Now I am not talking about village graveyards which by and large during the day and even at night are benign and not very intimidating.

Our own may have had many burials but was still small enough for the young and curious to see the farm houses and cottages to the east and west of its walls, the church directly ahead and hear the reassuring sounds of the Bowling Green Hotel behind it as well as the lights of the Horse and Jockey on the green.

No, I am thinking of those vast Victorian expanses of grass, trees, neglected internments and conkers.  Yes conkers, because when you are nine the beauty of the memorials and the tranquillity of the place are nothing compared to the huge numbers of freshly fallen conkers.

But to get them you have to enter the place without being seen which usually involved climbing over the high railings in the early evening so as not to come across any one.  But that in turn meant you ran the risk of forgetting the time and being caught as dusk fell, which is not so good an idea.
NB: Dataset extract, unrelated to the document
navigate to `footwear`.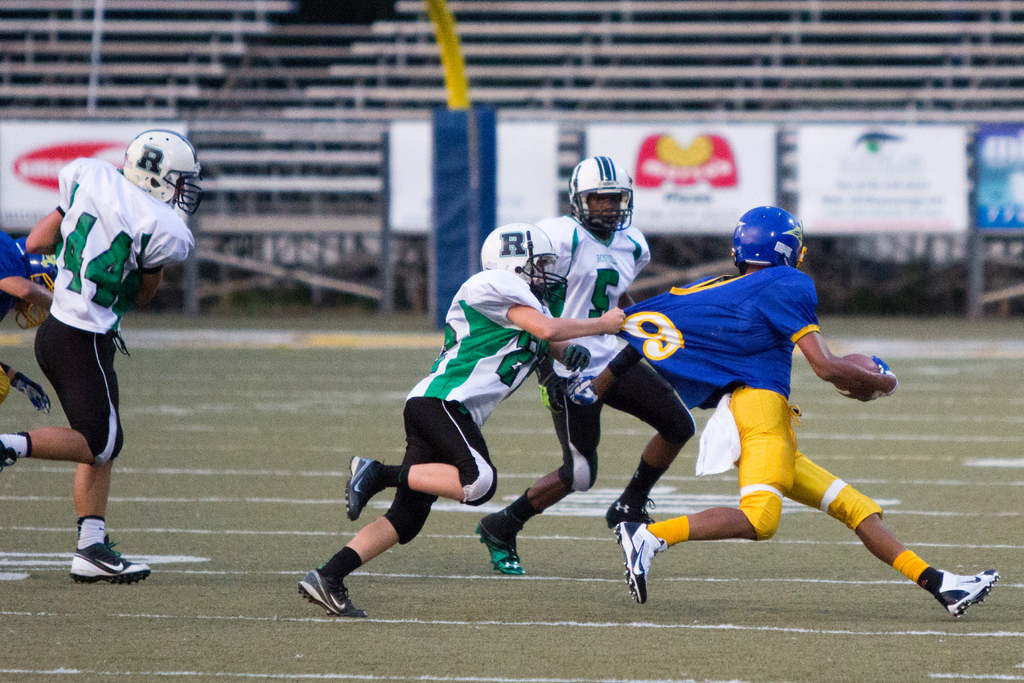
Navigation target: bbox=(0, 434, 20, 473).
I remember one day late in September and a decision to get into Nunhead Cemetery where my friend Jimmy maintained there was always a huge pile to be had.  All went well until it became apparent that we had been caught out by the time and with the light fading fast it did not seem such an inviting place.  Moreover it was difficult to retrace our steps towards the safety of the outside and so bit by bit the tall trees and the imposing gravestones took on a more sinister and menacing appearance.

And it was with a degree of relief and a bit of shamefaced embarrassment that we found the railings and made good our escape down Linden Grove and home, sadly with less conkers that we had planned and a little later than we had promised our parents.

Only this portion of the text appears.